County Chief Medical Examiner Dr. Christopher Young said the drug was mixed with fentanyl and contributed to the death of a county resident in his 20s or 30s in April. Tests also revealed lower levels of the drug, along with cocaine, fentanyl and ethanol in a 2021 overdose.

The drug is used almost exclusively with other substances and is not nearly as potent as fentanyl. It is not an opioid and doesn’t respond to the medication naloxone that is used to reverse the effects of fentanyl, heroin and similar drugs.

Naloxone is still used in overdoses with hopes its impact on the more powerful drug will save lives.

County drug prevention workers include xylazine in alerts about fentanyl.
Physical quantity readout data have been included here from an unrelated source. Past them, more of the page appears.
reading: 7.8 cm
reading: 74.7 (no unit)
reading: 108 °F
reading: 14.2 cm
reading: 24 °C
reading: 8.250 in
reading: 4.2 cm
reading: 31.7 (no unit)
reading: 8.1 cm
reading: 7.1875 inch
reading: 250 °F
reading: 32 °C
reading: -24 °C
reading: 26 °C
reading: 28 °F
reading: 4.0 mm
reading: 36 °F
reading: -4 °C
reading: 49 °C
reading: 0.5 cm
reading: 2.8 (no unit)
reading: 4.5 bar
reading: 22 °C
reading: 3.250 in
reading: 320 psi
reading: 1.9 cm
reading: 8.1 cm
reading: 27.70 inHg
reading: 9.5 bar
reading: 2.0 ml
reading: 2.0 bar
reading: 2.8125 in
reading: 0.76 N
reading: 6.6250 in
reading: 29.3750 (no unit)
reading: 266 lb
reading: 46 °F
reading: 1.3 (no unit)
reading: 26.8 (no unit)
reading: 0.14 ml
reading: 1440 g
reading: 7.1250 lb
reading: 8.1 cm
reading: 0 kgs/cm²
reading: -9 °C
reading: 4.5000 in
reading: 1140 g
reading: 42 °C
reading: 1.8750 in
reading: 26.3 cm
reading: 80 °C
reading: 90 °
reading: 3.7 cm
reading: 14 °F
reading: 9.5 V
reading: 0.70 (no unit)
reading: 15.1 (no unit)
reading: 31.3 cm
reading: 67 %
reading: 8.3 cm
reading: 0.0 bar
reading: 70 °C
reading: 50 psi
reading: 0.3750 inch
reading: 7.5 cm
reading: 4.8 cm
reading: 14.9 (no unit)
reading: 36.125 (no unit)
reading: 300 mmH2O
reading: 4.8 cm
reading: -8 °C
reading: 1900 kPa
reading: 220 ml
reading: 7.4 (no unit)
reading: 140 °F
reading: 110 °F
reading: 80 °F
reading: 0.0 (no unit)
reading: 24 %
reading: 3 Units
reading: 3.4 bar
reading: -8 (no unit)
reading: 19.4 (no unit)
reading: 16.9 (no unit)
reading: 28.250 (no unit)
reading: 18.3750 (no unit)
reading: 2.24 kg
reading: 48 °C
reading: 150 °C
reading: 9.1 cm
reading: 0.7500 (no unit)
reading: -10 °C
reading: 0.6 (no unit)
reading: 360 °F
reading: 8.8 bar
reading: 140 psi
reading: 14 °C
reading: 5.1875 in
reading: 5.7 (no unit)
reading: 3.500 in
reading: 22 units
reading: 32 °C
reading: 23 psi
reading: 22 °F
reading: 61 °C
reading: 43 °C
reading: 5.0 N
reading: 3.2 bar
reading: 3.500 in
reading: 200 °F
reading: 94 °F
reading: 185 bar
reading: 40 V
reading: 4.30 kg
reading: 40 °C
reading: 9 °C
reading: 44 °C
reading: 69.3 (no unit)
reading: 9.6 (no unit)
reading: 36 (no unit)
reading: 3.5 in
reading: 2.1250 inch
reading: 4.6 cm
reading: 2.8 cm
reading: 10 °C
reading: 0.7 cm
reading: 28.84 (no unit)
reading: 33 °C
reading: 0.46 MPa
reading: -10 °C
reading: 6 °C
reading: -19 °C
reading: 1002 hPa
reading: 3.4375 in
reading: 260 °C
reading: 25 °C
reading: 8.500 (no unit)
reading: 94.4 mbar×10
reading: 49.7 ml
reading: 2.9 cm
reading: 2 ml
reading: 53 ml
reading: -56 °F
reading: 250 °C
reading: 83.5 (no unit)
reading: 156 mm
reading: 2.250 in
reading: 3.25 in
They distribute test strips designed to detect the presence of fentanyl but have not yet acquired strips designed to show the presence of xylazine. Costs of the tranq strips vary but can run about $2 a strip.

Fentanyl's many dangers include potency levels that can rise from one batch to another. Dr. Tipu Khan, chief of the addiction medicine program at Ventura County Medical Center, worries pills that may already contain higher doses of the opioid may be even more powerful because they contain xylazine.

Like many in Ventura County, Khan said the drug is here but has not reached widespread levels.

“We’re all learning,” he said. “This is all new for us. My answers may be very different in three months.”